Simon Allison in Johannesburg
RSVPs for the Daring Dragons Book Evening (“Come dressed as your favourite dragon!”) at Roosevelt Park PrePrimary School, in one of Johannesburg’s leafier northern suburbs, were trickling in at about the usual rate. Then the school revealed the identity of the guest reader. Suddenly, it could barely keep up with demand.
If you are a child under eight in South Africa, or the parent of a child under eight in South Africa, then Refiloe Moahloli is something of a rock star. She is the author of a series of beloved children’s books that have captured the imaginations of kids across the country, including How Many Ways Can You Say Hello, We Are One and, most recently, A Friend For All Seasons.
Like all the best children’s authors, she tells fantastical stories while conveying universal truths about friendship, love and happiness. Happiness is something that Moahloli brings refreshing complexity to, in A Friend For All Seasons. A character, Gugu, figures out that she can be both happy and sad at the same time – and that this is perfectly normal.
Moahloli’s books are rooted in a vision of South Africa that feels at once familiar has mastered the art. and aspirational. Jacarandas bloom in spring, boys play cricket with tin cans and characters speak multiple languages. Her politics are not far from the surface, which is perhaps part of the appeal. In How Many Ways Can You Say Hello, the protagonist, a little white girl, is given homework: to learn how to greet in all of the country’s official languages. It is homework from which plenty of parents could benefit, too.
“At the very least we should be able to greet others in their mother tongue,” Moahloli tells The Continent at the Roosevelt Park reading this week, in between book signings.
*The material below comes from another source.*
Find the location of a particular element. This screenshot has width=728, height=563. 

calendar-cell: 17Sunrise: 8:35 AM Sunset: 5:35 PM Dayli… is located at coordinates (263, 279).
Moahloli grew up around books, at her home and her school in Mthatha in the Eastern Cape. She remembers being asked to read in front of her class in primary school, and falling in love then – not just with stories themselves, but with telling stories. She held on to this dream even as life pushed her in other directions: Moahloli studied IT, got a job with a mobile phone operator and worked in India for several years.
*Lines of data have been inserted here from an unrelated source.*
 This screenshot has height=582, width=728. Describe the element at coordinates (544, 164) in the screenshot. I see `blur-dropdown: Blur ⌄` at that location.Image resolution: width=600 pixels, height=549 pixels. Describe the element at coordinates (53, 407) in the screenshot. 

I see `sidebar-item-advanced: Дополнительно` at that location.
It was on her return, while watching a young niece struggle to stay in touch with isiXhosa, her home language, that she decided to write a book for children that reflected the reality of growing up in a multicultural, multilingual environment. The result was How Many Ways Can You Say Hello, published in 2017. It was an instant bestseller.
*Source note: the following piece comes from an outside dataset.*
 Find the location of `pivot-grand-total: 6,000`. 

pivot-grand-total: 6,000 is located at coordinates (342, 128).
I had to study the art of writing, and read a lot of children’s books. I fell in love with the art of it, the beauty of it, the magic of it, and I’ve been blessed to have talented illustrators to work with,” Moahloli says. In return, a generation of children have fallen in love with her characters and their stories, which have been translated into Afrikaans, isiXhosa, isiZulu and Sesotho. “When they say mother tongue, it’s literal. There’s a visceral connection to that first language that your parents speak. When you can read in that language the connection is deeper, stronger, closer, it further helps to create that connection with reading and the joy that comes with it,” she says.